I gave her information, on Davidson." The unbending marine had been beating his boy, and Susan knew it, but she was helpless to do anything about it. Even an out of-county judge wasn't going to call a brother of the cloth an abuser, take away his joint custody. Susan's only recourse was Suade.

Susan provided critical information, stuff that wasn't public, from the messy divorce, so that Suade could help Davidson's former wife unload securities and clean out his bank accounts, gaining enough financial resources to go into hiding.

"Suade assumed she had an ally for life," says Susan. "When I told her I wouldn't help her on other cases, she sent Jessica to my house.

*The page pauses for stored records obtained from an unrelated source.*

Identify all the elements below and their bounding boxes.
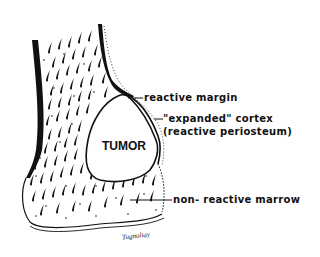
left-cortex <box>26 40 44 178</box>
right-cortex <box>98 24 134 98</box>
label-reactive-periosteum: (reactive periosteum) <box>163 126 292 137</box>
label-expanded-cortex: "expanded" cortex <box>163 113 273 124</box>
bone-bottom-outline <box>23 178 162 228</box>
label-reactive-margin: reactive margin <box>144 92 238 103</box>
label-non-reactive-marrow: non- reactive marrow <box>173 194 300 205</box>
tumor-label: TUMOR <box>102 139 146 153</box>
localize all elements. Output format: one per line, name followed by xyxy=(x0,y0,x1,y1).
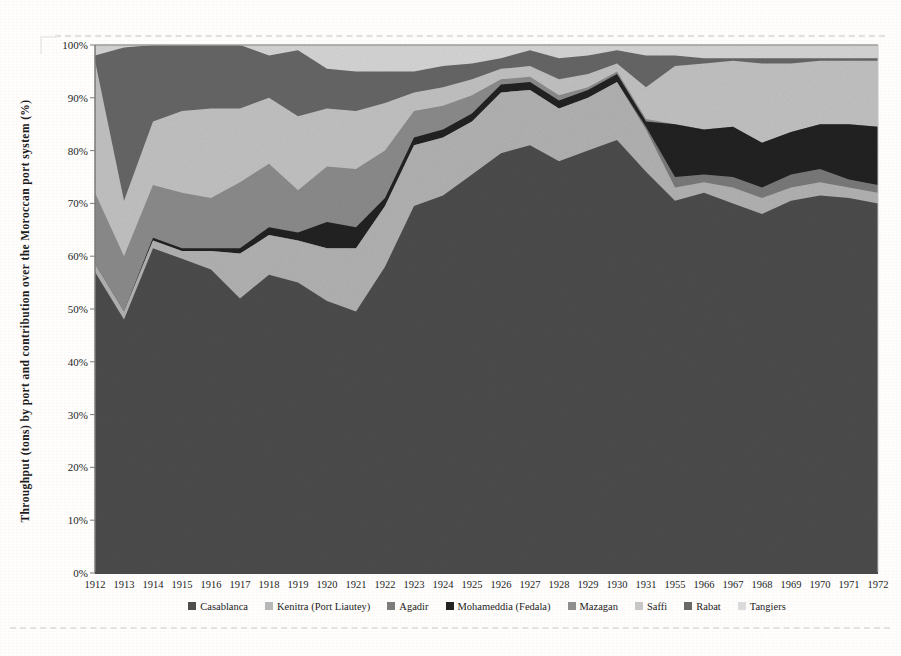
legend-swatch-casablanca xyxy=(188,602,196,610)
y-tick-label: 0% xyxy=(42,567,88,579)
y-tick-label: 10% xyxy=(42,514,88,526)
legend-label: Saffi xyxy=(647,601,667,612)
y-tick-label: 60% xyxy=(42,250,88,262)
legend-item-casablanca: Casablanca xyxy=(188,601,248,612)
scan-grain-overlay xyxy=(95,45,878,573)
y-tick-label: 70% xyxy=(42,197,88,209)
legend-swatch-agadir xyxy=(387,602,395,610)
legend-item-rabat: Rabat xyxy=(684,601,721,612)
legend-item-agadir: Agadir xyxy=(387,601,428,612)
y-tick-label: 80% xyxy=(42,145,88,157)
legend-swatch-mohameddia-fedala xyxy=(446,602,454,610)
y-tick-label: 90% xyxy=(42,92,88,104)
legend-label: Mazagan xyxy=(580,601,618,612)
y-tick-label: 100% xyxy=(42,39,88,51)
legend-label: Tangiers xyxy=(750,601,786,612)
legend-label: Casablanca xyxy=(200,601,248,612)
legend-swatch-mazagan xyxy=(568,602,576,610)
legend-label: Kenitra (Port Liautey) xyxy=(277,601,370,612)
legend-item-mohameddia-fedala: Mohameddia (Fedala) xyxy=(446,601,551,612)
legend-label: Mohameddia (Fedala) xyxy=(458,601,551,612)
legend-swatch-rabat xyxy=(684,602,692,610)
legend-item-kenitra-port-liautey: Kenitra (Port Liautey) xyxy=(265,601,370,612)
legend-label: Rabat xyxy=(696,601,721,612)
scanned-chart-figure: Throughput (tons) by port and contributi… xyxy=(0,0,901,656)
legend-label: Agadir xyxy=(399,601,428,612)
y-tick-label: 40% xyxy=(42,356,88,368)
legend-swatch-saffi xyxy=(635,602,643,610)
legend-item-saffi: Saffi xyxy=(635,601,667,612)
legend-item-tangiers: Tangiers xyxy=(738,601,786,612)
y-tick-label: 50% xyxy=(42,303,88,315)
y-tick-label: 20% xyxy=(42,461,88,473)
x-tick-label: 1972 xyxy=(861,579,895,591)
legend-swatch-kenitra-port-liautey xyxy=(265,602,273,610)
legend-item-mazagan: Mazagan xyxy=(568,601,618,612)
stacked-area-chart xyxy=(0,0,901,656)
scan-artifact-bottom-line xyxy=(10,627,890,629)
legend-swatch-tangiers xyxy=(738,602,746,610)
y-tick-label: 30% xyxy=(42,409,88,421)
chart-legend: CasablancaKenitra (Port Liautey)AgadirMo… xyxy=(95,598,879,614)
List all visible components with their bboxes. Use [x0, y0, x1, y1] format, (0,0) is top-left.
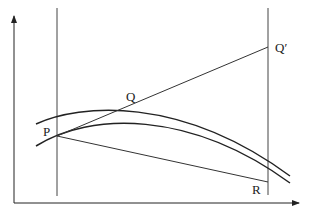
label-p: P	[43, 124, 50, 139]
label-r: R	[252, 182, 261, 197]
label-q: Q	[126, 89, 136, 104]
upper-curve	[36, 110, 290, 176]
label-qprime: Q′	[275, 40, 287, 55]
segment-p-qprime	[57, 47, 268, 136]
diagram: P Q Q′ R	[0, 0, 309, 211]
lower-curve	[36, 123, 290, 183]
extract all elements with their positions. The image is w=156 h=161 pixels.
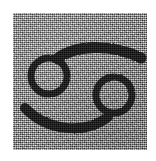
lower-ring-stroke [96,77,132,113]
symbol-plate [13,13,147,150]
upper-ring-stroke [31,58,67,94]
cancer-glyph-svg [13,13,147,150]
image-canvas [0,0,156,161]
cancer-glyph [13,13,147,150]
lower-arc-stroke [25,108,108,128]
upper-arc-stroke [57,48,141,59]
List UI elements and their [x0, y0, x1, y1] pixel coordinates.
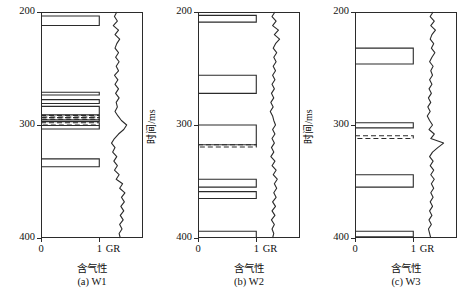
gas-interval: [355, 136, 413, 139]
gas-interval: [355, 48, 413, 64]
x-axis-title: 含气性: [335, 260, 475, 275]
panel-caption-w3: (c) W3: [335, 276, 475, 287]
y-axis-title: 时间/ms: [300, 97, 315, 157]
gas-interval: [355, 175, 413, 187]
x-tick-label: 0: [340, 243, 370, 254]
gas-interval: [355, 123, 413, 128]
x-tick-mark: [413, 238, 414, 242]
y-tick-mark: [351, 125, 355, 126]
x-tick-mark: [355, 238, 356, 242]
y-tick-label: 200: [307, 6, 349, 16]
well-log-figure: 200300400时间/ms01GR含气性(a) W1200300400时间/m…: [0, 0, 475, 293]
gas-interval: [355, 231, 413, 237]
gr-curve: [427, 12, 443, 238]
y-tick-mark: [351, 12, 355, 13]
y-tick-label: 400: [307, 232, 349, 242]
gr-axis-label: GR: [420, 243, 435, 254]
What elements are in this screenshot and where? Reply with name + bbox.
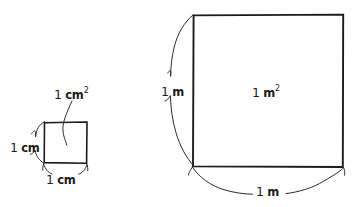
- small-square-bottom-side-label: 1cm: [46, 169, 76, 188]
- large-square-bottom-side-label: 1m: [256, 181, 279, 200]
- large-bottom-value: 1: [256, 184, 264, 199]
- small-square-left-side-label: 1cm: [10, 137, 40, 156]
- large-left-unit: m: [172, 85, 184, 99]
- diagram-canvas: 1cm2 1cm 1cm 1m2 1m 1m: [0, 0, 364, 207]
- large-left-value: 1: [161, 84, 169, 99]
- large-square-left-side-label: 1m: [161, 81, 184, 100]
- large-area-value: 1: [252, 85, 260, 100]
- large-square-area-label: 1m2: [252, 82, 280, 101]
- small-area-unit: cm: [65, 88, 84, 102]
- large-bottom-unit: m: [267, 185, 279, 199]
- small-bottom-unit: cm: [57, 173, 76, 187]
- small-area-exponent: 2: [84, 86, 89, 95]
- small-bottom-value: 1: [46, 172, 54, 187]
- small-square-area-label: 1cm2: [54, 84, 89, 103]
- small-left-unit: cm: [21, 141, 40, 155]
- small-area-value: 1: [54, 87, 62, 102]
- small-left-value: 1: [10, 140, 18, 155]
- large-area-exponent: 2: [275, 84, 280, 93]
- large-area-unit: m: [263, 86, 275, 100]
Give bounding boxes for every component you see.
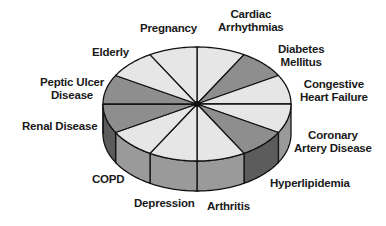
label-diabetes-mellitus: DiabetesMellitus bbox=[278, 43, 324, 69]
label-peptic-ulcer-disease: Peptic UlcerDisease bbox=[40, 76, 104, 102]
label-elderly: Elderly bbox=[92, 46, 129, 59]
label-copd: COPD bbox=[92, 173, 124, 186]
pie-center-hub bbox=[194, 101, 200, 107]
label-cardiac-arrhythmias: CardiacArrhythmias bbox=[218, 8, 284, 34]
label-congestive-heart-failure: CongestiveHeart Failure bbox=[300, 78, 368, 104]
label-coronary-artery-disease: CoronaryArtery Disease bbox=[294, 129, 372, 155]
label-depression: Depression bbox=[134, 197, 195, 210]
label-renal-disease: Renal Disease bbox=[22, 120, 97, 133]
label-pregnancy: Pregnancy bbox=[140, 22, 197, 35]
label-hyperlipidemia: Hyperlipidemia bbox=[270, 177, 350, 190]
label-arthritis: Arthritis bbox=[207, 200, 250, 213]
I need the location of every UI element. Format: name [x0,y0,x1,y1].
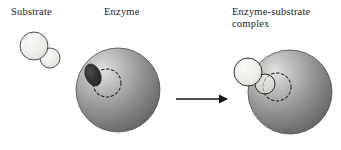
substrate-big-circle [20,32,48,60]
free-enzyme-group [76,48,160,132]
enzyme-sphere [76,48,160,132]
enzyme-substrate-diagram: Substrate Enzyme Enzyme-substratecomplex [0,0,341,150]
complex-substrate-big-circle [234,58,262,86]
complex-group [234,50,332,134]
free-substrate-group [20,32,60,68]
diagram-canvas [0,0,341,150]
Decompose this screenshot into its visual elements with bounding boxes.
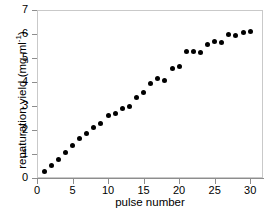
x-tick-label: 20 — [166, 185, 192, 196]
y-tick-mark — [32, 130, 37, 131]
data-point — [248, 29, 253, 34]
x-tick-label: 30 — [237, 185, 263, 196]
y-tick-label: 3 — [4, 100, 28, 111]
x-tick-label: 0 — [24, 185, 50, 196]
data-point — [63, 150, 68, 155]
y-tick-mark — [32, 154, 37, 155]
x-axis-spine — [37, 178, 264, 179]
data-point — [56, 157, 61, 162]
x-tick-label: 5 — [60, 185, 86, 196]
data-point — [170, 66, 175, 71]
data-point — [205, 42, 210, 47]
y-tick-label: 4 — [4, 76, 28, 87]
y-tick-mark — [32, 34, 37, 35]
x-axis-title: pulse number — [37, 196, 263, 208]
data-point — [113, 111, 118, 116]
data-point — [42, 169, 47, 174]
x-tick-label: 25 — [202, 185, 228, 196]
y-tick-label: 5 — [4, 52, 28, 63]
y-tick-label: 7 — [4, 4, 28, 15]
data-point — [226, 32, 231, 37]
data-point — [127, 104, 132, 109]
x-tick-label: 10 — [95, 185, 121, 196]
data-point — [70, 143, 75, 148]
data-point — [191, 49, 196, 54]
y-tick-label: 1 — [4, 148, 28, 159]
renaturation-yield-scatter-chart: renaturation yield (mg ml-1) 01234567 05… — [0, 0, 273, 216]
x-tick-label: 15 — [131, 185, 157, 196]
data-point — [241, 30, 246, 35]
data-point — [120, 106, 125, 111]
data-point — [106, 113, 111, 118]
data-point — [91, 125, 96, 130]
y-tick-label: 6 — [4, 28, 28, 39]
data-point — [177, 64, 182, 69]
y-tick-mark — [32, 58, 37, 59]
y-tick-mark — [32, 82, 37, 83]
data-point — [184, 49, 189, 54]
y-tick-label: 2 — [4, 124, 28, 135]
y-tick-mark — [32, 106, 37, 107]
y-tick-label: 0 — [4, 172, 28, 183]
data-point — [49, 163, 54, 168]
data-point — [212, 39, 217, 44]
y-tick-mark — [32, 10, 37, 11]
data-point — [198, 50, 203, 55]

She knew I wouldn't keep stuff like that, the information on Davidson's financial records, in my office."

"Your laptop computer." I say it matter of fact.

She nods. "I downloaded information from court records," she says. "I had access." For a moment we just sit there. She looks at me, and then she says it. "What are you going to do now?" For the first time since broaching the issue, I smile at her. "You should take your checkbook and put it back in your purse--before somebody steals it." The relief is written in her eyes. "The job is in Colorado," she tells me.

"You should like that." I make no reference to myself. Somehow she knows that I will not be following her.

Martini was born in San Francisco and grew up in the Bay area and southern California. He was an honors graduate of the University of California at Santa Cruz, and sought his first career in journalism; he worked as a newspaper reporter in Los Angeles and as a correspondent at the state capitol in Sacramento, specializing in legal affairs. In 1974, after receiving a law degree from the University of the Pacific's McGeorge School of Law, entered private practice in California, where he appeared in both state and federal courts. During his legal career he was a legislative representative for the state bar, a special counsel to the California Victims of Violent Crimes Program, and an administrative law judge and supervising hearing officer.

In 1984, turned his talents to fiction. Compelling Evidence, the novel that introduced attorney Paul Madriani, was published by Putnam in 1992.

A national bestseller, it earned a critical and popular following. New York Times bestsellers Prime Witness (1993), Undue Influence (1994), and The judge (1996) featured Martini's lawyer alter ego, while The Simeon Chamber (1987), The List (1997), and Critical Mass (1998) were departures from the legal-thriller genre. makes his home with his family in the Pacific Northwest.